Most clergy would love to have Moses’ father-in-law in our congregations. From what we heard in our first reading he is clearly a practical man with spade loads of common sense. He watches Moses and sees that he spends the day from sunrise to sunset with the people, listening to them and judging between them in their disputes. He must have been exhausted and his father-in-law sees it. ‘What you are doing is not good. You will surely wear yourself out, both you and these people with you. For the task is too heavy for you; you cannot do it alone.’ Many people would think that pointing out the problem was sufficient. But he goes on to suggest a solution, that Moses looks for (in this case, men) who are trustworthy and that they judge the minor cases themselves for the people, bringing the more important or hard and complex cases to Moses for his wisdom and judgement. The solution works and Moses is released for a wider and perhaps less wearisome ministry to the people of God.
It is easy for all of us to fall into a similar trap as Moses of thinking that it all depends on us and no one else will be able to do something as well as we do. We can then become resentful and discouraged when we are overwhelmed by the tasks facing us. We all need one another.

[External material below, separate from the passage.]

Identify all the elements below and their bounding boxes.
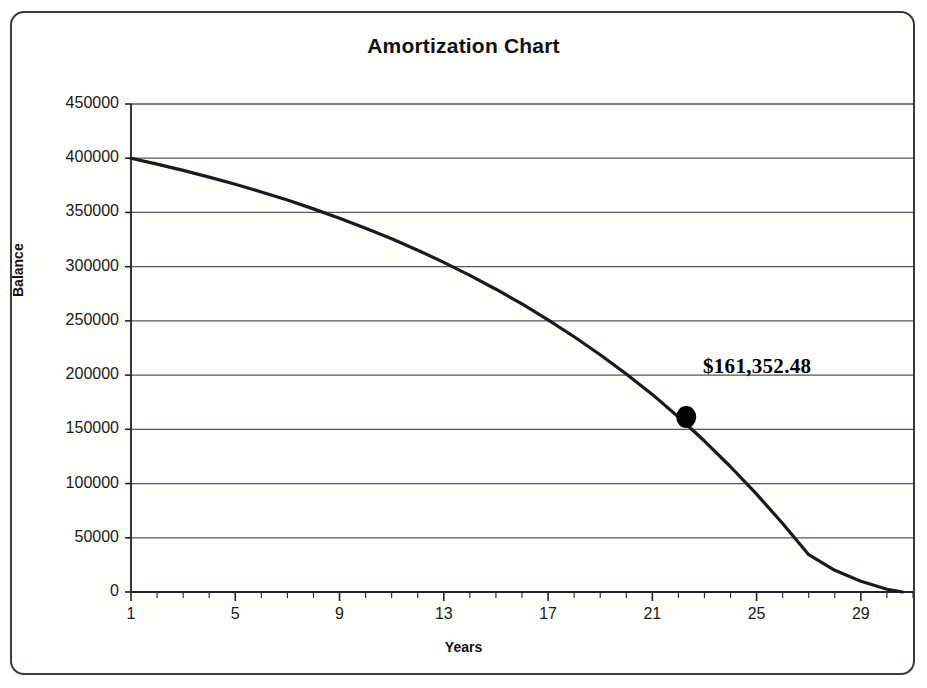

This theme of judging continues in our second reading where Jesus warns his followers, and us, ‘Do not judge, so that you may not be judged. For with the judgement you make you will be judged, and the measure you give will be the measure you get.’ Here Jesus is warning us of making superficial and hasty judgements of others without knowing their life experience or seeing their behaviour and actions through the lens of our own brokenness and frailty. He encourages each of us to think about our own situation and what we need to put right and repent of, before looking to the failures of our neighbour. Like our first reading, Jesus is offering solutions and a positive way forward rather than indulging in a blame game. And he does this in the context of what is often called the Golden Rule, ‘In everything do to others as you would have them do to you; for this is the law and the prophets.’ Of course you don’t necessarily need to be a Christian to follow this rule, for very similar teachings are to be found in all the major world faith traditions, not to mention in wisdom of the childhood literary character in The Water Babies, Mrs Do-as you-would-be-done-by.
Moses’ Father-in-law taught him an important lesson that we all need one another and are dependent on one another for our mutual flourishing. We have lost the battle once we imagine that it all depends on us, and on us alone. A recognition of our dependence on God and those around us is what makes us whole and flourishing human beings.
At the heart of many of the the challenges in our modern day world is an over-reliance on self and seeing others as a threat rather than a gift. As we begin a new week may our scriptures today help us to reflect on our own need of God and one another as we seek to face the challenges that will surely come our way.
‘In everything do to others as you would have them do to you; for this is the law and the prophets.’